Conventional commits

The Conventional Commits standard is adopted for the Juju project with the following structure:

<type>(optional <scope>): <description>

[optional body]

[optional footer(s)]
  • type: Describes the kind of change (e.g., feat, fix, docs, style, refactor, test, chore).

Type

Kind of change

Description

feat

Features

A new feature

fix

Bug fixes

A bug fix

docs

Documentation

Documentation only changes

style

Styles

Changes that do not affect the meaning of the code

refactor

Code refactoring

A code change that neither fixes a bug nor adds a feature

perf

Performance improvements

A code change that improves performance

test

Tests

Adding missing tests or correcting existing tests

build

Builds

Changes that affect the build system or external dependencies

ci

Continuous integration

Changes to our CI configuration files and scripts

chore

Chores

Necessary yet mundane/trivial changes (updating dependencies, merging through …)

revert

Reverts

Reverts a previous commit

  • scope: A scope indicating the part of the codebase affected (e.g., model, api, cli).

    • Can be Optional is it’s hard to define the scope

  • description: A brief summary of the change.

    • Must be provided after the BREAKING CHANGE:, describing what has changed about the API, e.g., BREAKING CHANGE: environment variables now take precedence over config files.

    • Should use lowercase.

    • Should not end in any punctuation.

  • body: Detailed explanation of the change.

    • Can be Optional for small/trivial fix, but NOT for other types.

    • Could consist of several paragraphs.

    • Explanation of change should details what was before, and what is after, and avoid contextual terms like ‘now’

    • Good body should be on the form:

    • Before this commit <it behaves like that>

    • After this commit <it behaves like that>

  • footer: (Optional) Information about breaking changes, issues closed, etc.

    • A commit can contain a footer which must consist of one or more Git trailers.

    • The footer must start at the first occurrence of a blank line, followed by a Git trailer.

    • Each trailer must start on its own line, using the format <key><sep><value>.

    • The trailer <key> must be either BREAKING CHANGE or be one or more words, grouped by hyphens (e.g. Co-Authored-By, fixes, etc.).

    • The trailer <sep> must be one of :<space> or <space>#, supporting both Co-Authored-By: Thomas Miller <thomas.miller@canonical.com> and Fixes #999.

    • The trailer <value> must be present and can contain any characters, either on a single line, split over multiple lines, or split over multiple paragraphs.

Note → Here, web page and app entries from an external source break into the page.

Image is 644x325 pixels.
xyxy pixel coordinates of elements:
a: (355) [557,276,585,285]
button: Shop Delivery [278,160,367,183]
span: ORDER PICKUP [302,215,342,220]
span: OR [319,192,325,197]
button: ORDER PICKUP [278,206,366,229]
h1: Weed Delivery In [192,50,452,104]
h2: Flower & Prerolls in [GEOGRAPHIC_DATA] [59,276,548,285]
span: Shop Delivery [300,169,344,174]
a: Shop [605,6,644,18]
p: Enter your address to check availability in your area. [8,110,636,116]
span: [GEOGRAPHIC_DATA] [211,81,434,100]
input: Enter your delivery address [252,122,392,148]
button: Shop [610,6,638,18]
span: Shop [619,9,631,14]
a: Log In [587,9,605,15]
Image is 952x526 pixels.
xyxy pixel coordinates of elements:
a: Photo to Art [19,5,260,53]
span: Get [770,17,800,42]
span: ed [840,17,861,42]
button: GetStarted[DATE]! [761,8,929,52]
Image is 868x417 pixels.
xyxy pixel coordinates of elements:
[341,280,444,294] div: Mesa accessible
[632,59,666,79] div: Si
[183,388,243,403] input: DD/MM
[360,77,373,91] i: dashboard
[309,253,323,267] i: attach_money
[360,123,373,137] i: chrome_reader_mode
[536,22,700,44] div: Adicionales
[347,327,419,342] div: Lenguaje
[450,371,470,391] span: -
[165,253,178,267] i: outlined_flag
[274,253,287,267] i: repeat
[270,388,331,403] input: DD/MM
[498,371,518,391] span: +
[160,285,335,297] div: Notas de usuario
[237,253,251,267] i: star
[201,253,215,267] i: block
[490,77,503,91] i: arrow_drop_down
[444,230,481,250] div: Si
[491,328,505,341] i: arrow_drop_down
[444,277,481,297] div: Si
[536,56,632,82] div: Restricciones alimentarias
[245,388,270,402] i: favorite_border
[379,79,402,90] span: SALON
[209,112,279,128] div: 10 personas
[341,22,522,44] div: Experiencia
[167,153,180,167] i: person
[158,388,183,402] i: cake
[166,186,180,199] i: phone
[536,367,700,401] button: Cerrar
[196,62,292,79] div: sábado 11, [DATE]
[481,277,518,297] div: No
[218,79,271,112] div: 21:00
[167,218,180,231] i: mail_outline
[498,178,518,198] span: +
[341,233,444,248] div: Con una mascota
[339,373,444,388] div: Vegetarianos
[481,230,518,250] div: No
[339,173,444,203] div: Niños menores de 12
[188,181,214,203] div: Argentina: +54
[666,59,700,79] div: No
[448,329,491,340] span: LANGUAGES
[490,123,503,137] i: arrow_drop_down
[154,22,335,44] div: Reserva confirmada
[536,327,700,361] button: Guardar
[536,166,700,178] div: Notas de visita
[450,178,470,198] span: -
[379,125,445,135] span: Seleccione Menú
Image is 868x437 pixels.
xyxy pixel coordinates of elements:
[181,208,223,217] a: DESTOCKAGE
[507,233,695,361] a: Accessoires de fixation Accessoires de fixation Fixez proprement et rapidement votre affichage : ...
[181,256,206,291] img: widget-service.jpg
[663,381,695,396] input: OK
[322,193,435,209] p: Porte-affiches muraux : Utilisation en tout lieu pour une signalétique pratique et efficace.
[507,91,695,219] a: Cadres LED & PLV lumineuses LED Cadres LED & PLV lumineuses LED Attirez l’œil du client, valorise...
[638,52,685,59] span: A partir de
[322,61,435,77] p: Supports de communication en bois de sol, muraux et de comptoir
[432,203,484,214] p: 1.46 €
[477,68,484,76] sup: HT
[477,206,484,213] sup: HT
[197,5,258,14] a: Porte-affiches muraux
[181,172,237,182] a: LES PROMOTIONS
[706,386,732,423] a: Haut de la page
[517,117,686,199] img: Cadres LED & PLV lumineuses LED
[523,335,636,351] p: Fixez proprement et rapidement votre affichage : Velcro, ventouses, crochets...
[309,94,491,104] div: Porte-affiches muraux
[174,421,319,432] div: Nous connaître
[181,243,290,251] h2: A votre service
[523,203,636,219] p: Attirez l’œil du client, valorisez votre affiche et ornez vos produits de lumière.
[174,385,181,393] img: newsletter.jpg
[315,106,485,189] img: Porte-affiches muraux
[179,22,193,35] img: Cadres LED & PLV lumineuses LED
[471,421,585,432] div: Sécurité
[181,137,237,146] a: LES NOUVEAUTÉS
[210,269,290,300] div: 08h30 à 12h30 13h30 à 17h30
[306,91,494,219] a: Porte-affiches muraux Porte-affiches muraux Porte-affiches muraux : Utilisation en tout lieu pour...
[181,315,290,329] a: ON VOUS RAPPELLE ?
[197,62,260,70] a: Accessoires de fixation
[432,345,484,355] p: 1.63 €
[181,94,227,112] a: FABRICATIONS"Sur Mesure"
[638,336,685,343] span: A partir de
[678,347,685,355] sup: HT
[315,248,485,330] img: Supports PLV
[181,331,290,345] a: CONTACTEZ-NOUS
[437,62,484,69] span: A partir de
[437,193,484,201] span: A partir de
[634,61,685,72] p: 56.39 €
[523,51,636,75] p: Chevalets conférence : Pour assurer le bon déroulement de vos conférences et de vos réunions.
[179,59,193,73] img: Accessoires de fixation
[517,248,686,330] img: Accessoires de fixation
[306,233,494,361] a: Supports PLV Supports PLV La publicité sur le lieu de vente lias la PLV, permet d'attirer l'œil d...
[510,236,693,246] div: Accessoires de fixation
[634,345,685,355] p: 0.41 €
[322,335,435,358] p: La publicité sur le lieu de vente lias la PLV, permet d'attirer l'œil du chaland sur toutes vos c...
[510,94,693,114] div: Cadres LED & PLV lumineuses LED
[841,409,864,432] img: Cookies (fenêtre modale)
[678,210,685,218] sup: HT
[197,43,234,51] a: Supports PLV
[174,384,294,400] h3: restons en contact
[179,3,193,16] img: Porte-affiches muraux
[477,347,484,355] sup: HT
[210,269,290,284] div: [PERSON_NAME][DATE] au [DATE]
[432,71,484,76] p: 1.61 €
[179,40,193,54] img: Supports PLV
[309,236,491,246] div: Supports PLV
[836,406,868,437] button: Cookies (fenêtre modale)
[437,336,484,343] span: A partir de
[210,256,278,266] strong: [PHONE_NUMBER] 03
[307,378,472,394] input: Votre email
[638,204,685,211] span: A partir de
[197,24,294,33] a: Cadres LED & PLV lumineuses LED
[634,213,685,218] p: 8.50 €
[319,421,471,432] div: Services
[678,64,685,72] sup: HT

Here is the reference example of a conventional commit message:

feat(api): add user authentication feature

# scope: Indicates the part of the codebase affected
# Here, 'api' is specified as the scope

# description: A brief summary of the change in lower-case
# "add user authentication feature" summarizes the change concisely

This commit adds user authentication to the API. Users can now sign up,
log in, and log out. Passwords are hashed using bcrypt. Token-based
authentication is implemented using JWT.

# body: Detailed explanation of the change
# A more detailed explanation of what has been changed and why

BREAKING CHANGE: The user authentication changes the login endpoint
from `/api/login` to `/api/v1/login`. All previous tokens are now invalid,
and users will need to reauthenticate.

# footer: Information about breaking changes
# Here, the footer indicates a breaking change, describing what has changed
# about the API and how it impacts users

Authored-By: Thomas Miller <[[email protected]](mailto:[email protected])>

Fixes #123

# footer: Issues closed or other information
# This footer references to and author and an issue that this commit closes.

The PR title, where a conventional commit is introduced, should be the same format as a first line of a commit description: <type>(optional <scope>): <description>. In case this commit is core/base/most significant for this PR.